Don’t Look Up just comes off empty in its commentary and embarrassing in its attempts at humor.
Don’t Look Up (2021) Review By
Published on December 31, 2021
Rating 2 /5

Adam McKay’s commentary on climate change comes about as vocal and scattershot as any of his other angry films. One might mistake him being a bit more subtle this time around as he uses an approaching comet as a stand-in for the degradation of the environment. Don’t mistake this for Doctor Strangelove, however, considering this film is nowhere near as clever but also talks down to its audience.
This is a film that makes the heavy mistake of placing the onus more on the individuals than a greater system. The blame is placed more reactions than the authorities who instigate ignorance. Consider how the protagonists of the scientists played by Leonardo DiCaprio and Jennifer Lawrence are framed. They discover the lethal comet headed directly towards Earth and demand to speak to the President of the United States to take action.
The President, played by a prim and pompous Meryl Streep, is more concerned with her political career and celebrity status. This leads to her postponing the destruction of such a threat until it works out for her numbers. It is delayed even further when she favors the opinions of a rich industrialist, played by Mark Rylance, who states that the comet can make everybody rich if they just pursue a risky and untested mining operation. You can probably guess how this will all go down.
Naturally, DiCaprio and Lawrence become the characters we want to root for but they’re placed in the crosshairs the same way all scientists would be attacked by political rivals. They have issues of bad relationships, sleeping with journalists, and just blurting out the truth so angrily that it shuts them up. The lack of having any effect on authorities leads to both of them crumbling into loud, rage-fueled rants about taking this situation seriously. While they do call the elite out, they mostly place blame on everyone else. The fault lies not in with our politicians and greedy businessmen but more in our own tones. Perhaps indirectly, the film blames everyone else for not taking this matter seriously, assuming that most people are not.
A satire such as this just doesn’t work, even with the myriad of comedic cameos that do little to build up the hilarity. Jonah Hill plays the President’s dude-bro son who is inept in his political strategies but is really just adopting the same low-key jerk persona he’s harnessed since Superbad. Rob Morgan plays the dead-pan Planetary Defense Coordinator so well you’ll wish he was in a different movie. Timothée Chalamet goes a bit outside of his comfort zone as the skateboarder rebel who crumbles under pressure and does well enough that he’s one of the highlights, despite only being in half the film.

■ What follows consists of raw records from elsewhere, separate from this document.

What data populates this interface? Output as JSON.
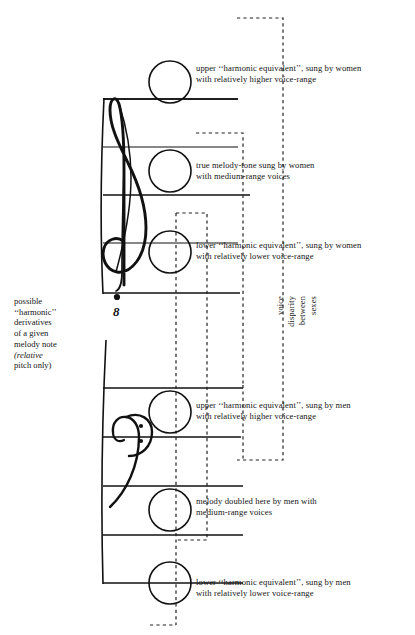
{
  "figure": {
    "left_caption": {
      "line1": "possible",
      "line2": "‘‘harmonic’’",
      "line3": "derivatives",
      "line4": "of a given",
      "line5": "melody note",
      "line6_italic": "(relative",
      "line7": "pitch only)"
    },
    "vertical_label": {
      "line1": "voice",
      "line2": "disparity",
      "line3": "between",
      "line4": "sexes"
    },
    "octave_marker": "8",
    "clefs": {
      "upper": "treble-clef-octave-down",
      "lower": "bass-clef"
    },
    "annotations": [
      {
        "id": "upper-harmonic-women",
        "line1": "upper ‘‘harmonic equivalent’’, sung by women",
        "line2": "with relatively higher voice-range"
      },
      {
        "id": "true-melody-women",
        "line1": "true melody-tone sung by women",
        "line2": "with medium-range voices"
      },
      {
        "id": "lower-harmonic-women",
        "line1": "lower ‘‘harmonic equivalent’’, sung by women",
        "line2": "with relatively lower voice-range"
      },
      {
        "id": "upper-harmonic-men",
        "line1": "upper ‘‘harmonic equivalent’’, sung by men",
        "line2": "with relatively higher voice-range"
      },
      {
        "id": "melody-doubled-men",
        "line1": "melody doubled here by men with",
        "line2": "medium-range voices"
      },
      {
        "id": "lower-harmonic-men",
        "line1": "lower ‘‘harmonic equivalent’’, sung by men",
        "line2": "with relatively lower voice-range"
      }
    ],
    "colors": {
      "ink": "#111111",
      "paper": "#ffffff",
      "dashed": "#222222"
    }
  }
}
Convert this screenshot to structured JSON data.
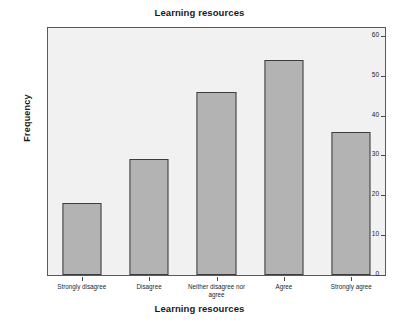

The rest of the actors are pretty much in their comfort zones. Ron Perlman plays the hero tasked with saving the planet, posed as an out-of-touch racist who just can’t shut up. Ariana Grande plays a music pop star in a side-plot meant to highlight the emptiness of pop culture that goes absolutely nowhere. The same goes for Scott Mescudi playing a DJ in a relationship with her. Cate Blanchett and Tyler Perry play painfully perky talk show hosts that aggravate with how passively they can go from celebrity gossip to planet-threatening science.
Don’t Look Up just comes off empty in its commentary and embarrassing in its attempts at humor. It has the look and feel of a first draft that was shoved all the way into production, from the aimless anger at everyone in the world to the confounding conclusion that involves naked white people and bird aliens eating them. In Adam McKay’s attempt to find some catharsis in how screwed up our world is at the moment, all he offers is a pointless scream and perhaps even a nihilistic tear. We’re all going to die and McKay’s contentment in all of this seems to just holler as loud as he can into an empty void. A good message thrives within such a focus-deficient picture.